Orla took a deep breath. She could do this, she told herself. These were good people – they weren’t a threat to her. They were her neighbours. But then a man walked up the steps onto the stage and called for everyone’s attention.
‘We’re about to announce the prizes!’ he called out. ‘Please help me in gathering everybody inside.’
Orla turned to see a few people leaving the village hall and realised that the room hadn’t been full to capacity, as it had seemed to her. But it was about to get very full indeed as a surge of people filed in from the tables of bric-a-brac and the entertainments outside. The noise level rose steadily and the warm day seemed even warmer now. Orla looked around the room in panic. The door seemed a very long way away, but she knew she had to get through it.
‘Orla?’
She heard Luke calling from somewhere behind her as she fled. She didn’t stop, pushing her way through the throng until she was out of the village hall, and into the relative peace and space of the road beyond.
‘Orla!’
Her heart was thudding and she felt hot and chilled at the same time as her breath left her body in great gasps.
‘Are you okay?’ Luke was beside her now, his hand on her shoulder. ‘Let’s get you home.’
‘I’m sorry.’
‘It’s okay.’
‘I couldn’t do it.’
‘It’s fine. Nobody will mind.’
‘But I made a commitment.’
‘Don’t worry. You did your best.’
Orla felt her eyes filling with tears of frustration at her failure.
‘Orla – really – you did so well. I’m so proud of you!’
Orla let Luke take her back to the castle, and relief flooded her as soon as she was through the door. What had she been thinking? She knew she should never have agreed to such an assignment, and yet there was a part of her that longed to reach out and be a normal, functioning member of society again.
Only perhaps not just yet, a little voice said.
Luke made her a cup of tea and Orla sat in the blissful silence of the great hall, One Ear by her side, as if he knew she needed the physical comfort of his great body.
When Orla’s mobile rang, she picked it up and looked at the screen. It was her mother. Quickly, without giving it a moment’s thought, Orla switched her phone off. Today had tested her quite enough already.

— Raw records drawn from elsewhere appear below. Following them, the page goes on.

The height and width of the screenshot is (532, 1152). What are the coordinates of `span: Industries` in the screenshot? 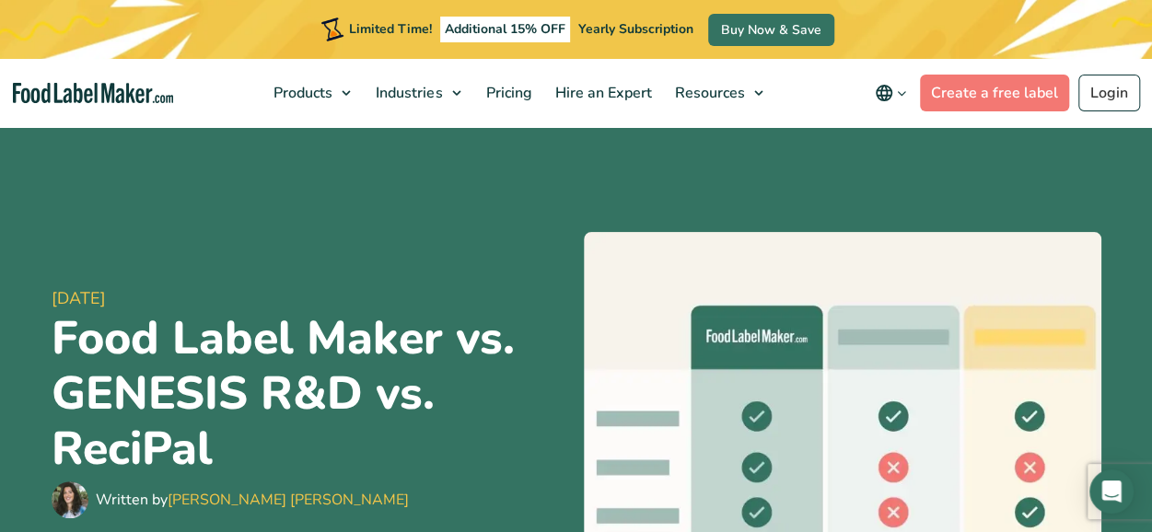 It's located at (407, 93).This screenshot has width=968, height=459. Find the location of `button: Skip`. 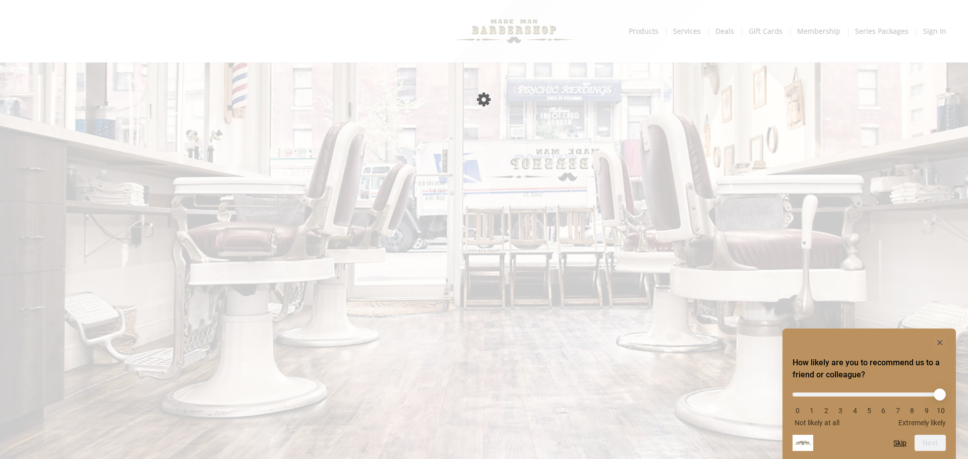

button: Skip is located at coordinates (900, 443).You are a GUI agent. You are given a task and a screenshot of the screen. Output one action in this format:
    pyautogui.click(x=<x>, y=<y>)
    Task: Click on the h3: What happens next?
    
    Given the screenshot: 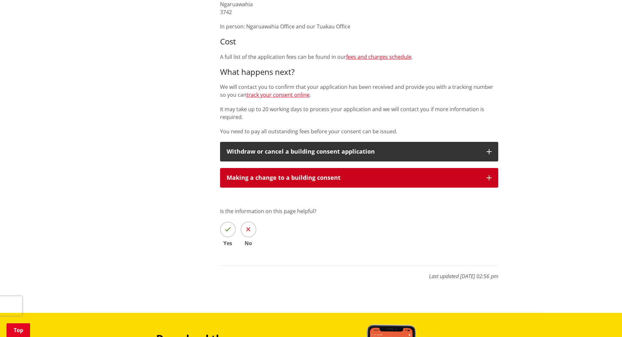 What is the action you would take?
    pyautogui.click(x=359, y=72)
    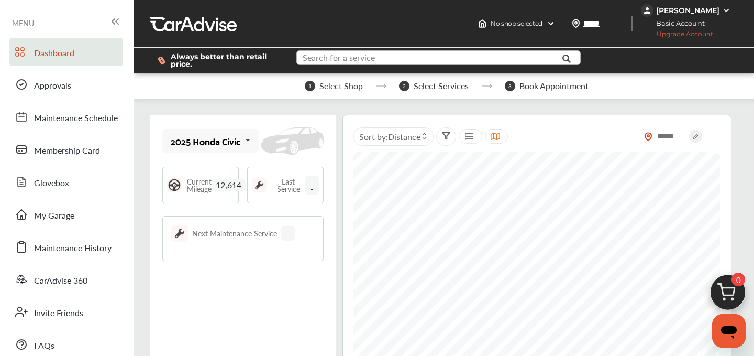 This screenshot has width=754, height=356. What do you see at coordinates (23, 23) in the screenshot?
I see `span: MENU` at bounding box center [23, 23]. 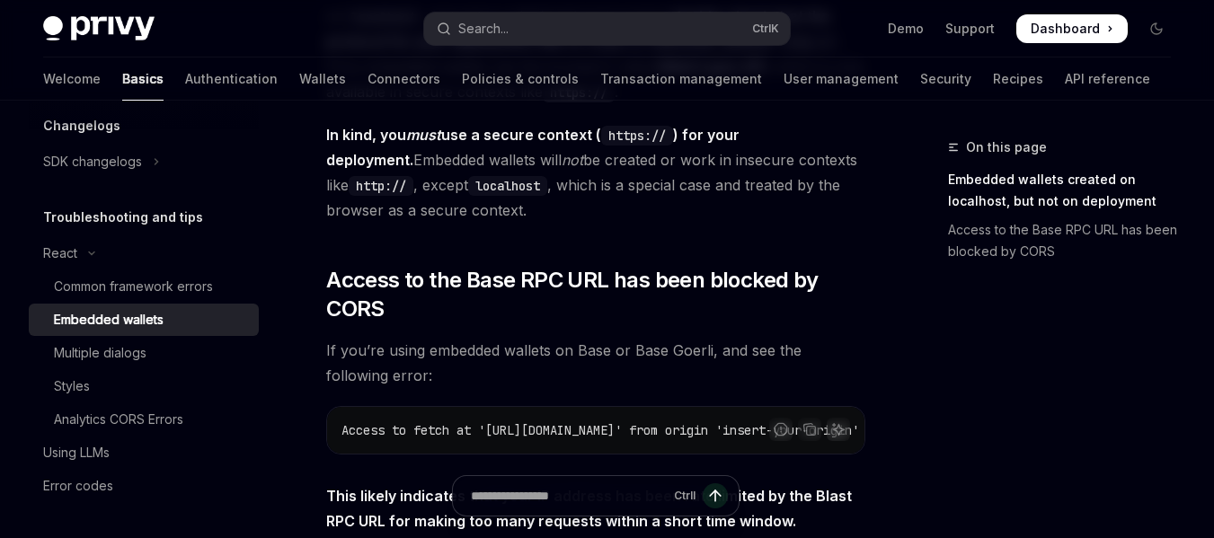 What do you see at coordinates (144, 253) in the screenshot?
I see `button: Toggle React section` at bounding box center [144, 253].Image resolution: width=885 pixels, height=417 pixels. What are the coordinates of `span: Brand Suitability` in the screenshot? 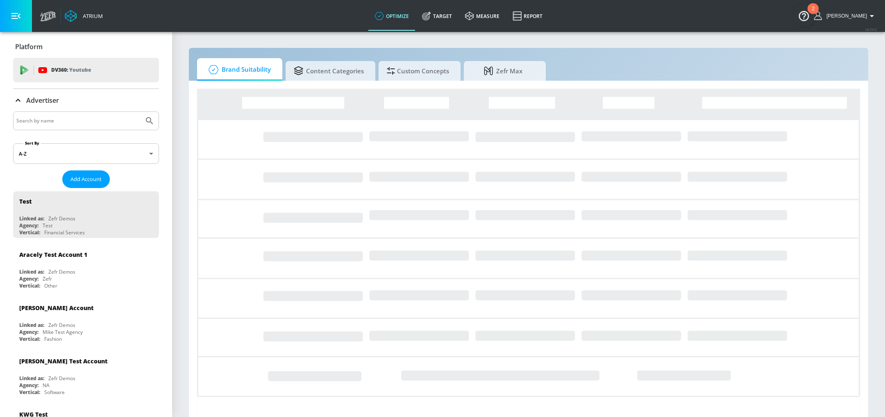 It's located at (238, 70).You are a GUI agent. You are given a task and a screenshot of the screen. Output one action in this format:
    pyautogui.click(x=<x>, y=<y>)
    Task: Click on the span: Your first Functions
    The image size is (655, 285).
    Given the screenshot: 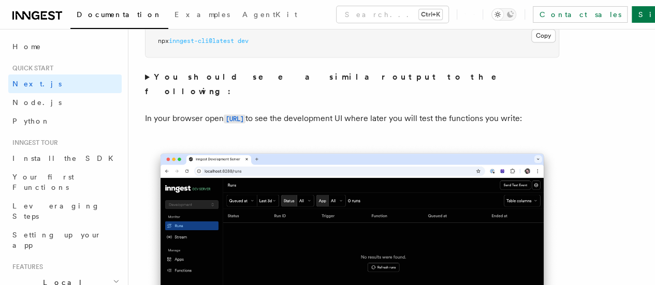 What is the action you would take?
    pyautogui.click(x=43, y=182)
    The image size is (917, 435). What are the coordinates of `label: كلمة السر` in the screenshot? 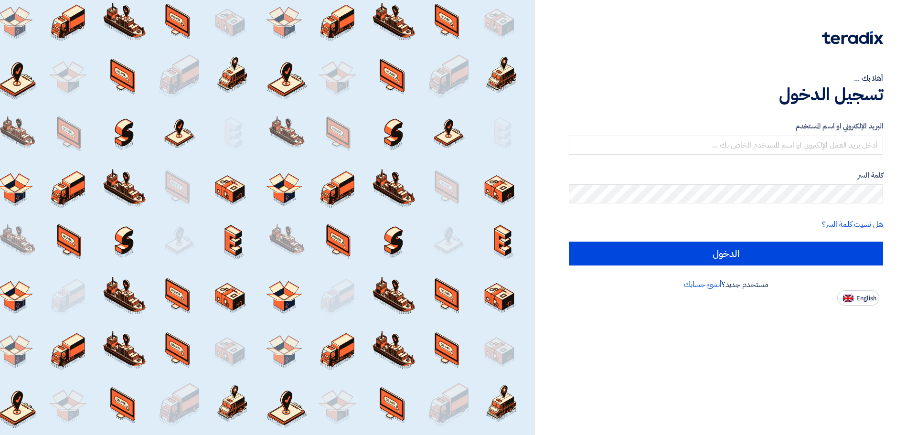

The next day, Luke returned to his work in the castle, which meant venturing down to the basement and the mysterious section of board which somebody had seen fit to place against the stonework. He wasn’t sure what he was going to find behind it. It could be anything really.
Carefully, slowly, he began to prise the board away from the wall, revealing the pale Caen stone which had been hidden for so long. Why would somebody just section a random length of wall, he wondered? It didn’t make any sense. At least, it didn’t until he pulled the last of the board away.
For a stunned moment, Luke just stared. What he’d revealed left him speechless, and he gazed at it for a long time, not quite knowing what he was looking at. He certainly hadn’t ever come across anything like this before in the Home Counties he usually worked in.
There was only one thing he could do.
‘Orla?’ he shouted from the basement. Then, climbing a few steps, he shouted again. ‘ORLA!’ Honestly, he thought, there really should be some kind of bell or phone system in the castle for such emergencies. Luckily, One Ear heard his bellowing and started to bark, and it wasn’t long before he heard Orla’s footsteps.
‘Luke? You down there?’
‘Yes! Come and see what I’ve found.’
One Ear arrived first, charging down the spiral steps like a hairy cannonball. He was quickly followed by Orla, whose face was flushed from her exertion.
‘What is it? What’s happened?
‘I think you’re going to want to see this.’ He motioned towards the wall. ‘Remember it was boarded up? Well, this was what was behind it.’
Orla’s mouth fell open as she stared in wide-eyed wonder. ‘What on earth?’
‘Did you know this was here?’ Luke asked.
‘No. I’m not even sure what it is.’
‘Some kind of green man?’ Luke guessed.
Orla inched forward, bending down to take a closer look. The figure was no more than a foot high, carved from the beautifully pale Caen stone and looking so alive that Luke could well imagine him leaping out from the wall at any moment.
‘I’m not sure it is a green man,’ Orla said. ‘There aren’t any leaves around him.’
Luke took a step closer. ‘He seems to be made completely of hair.’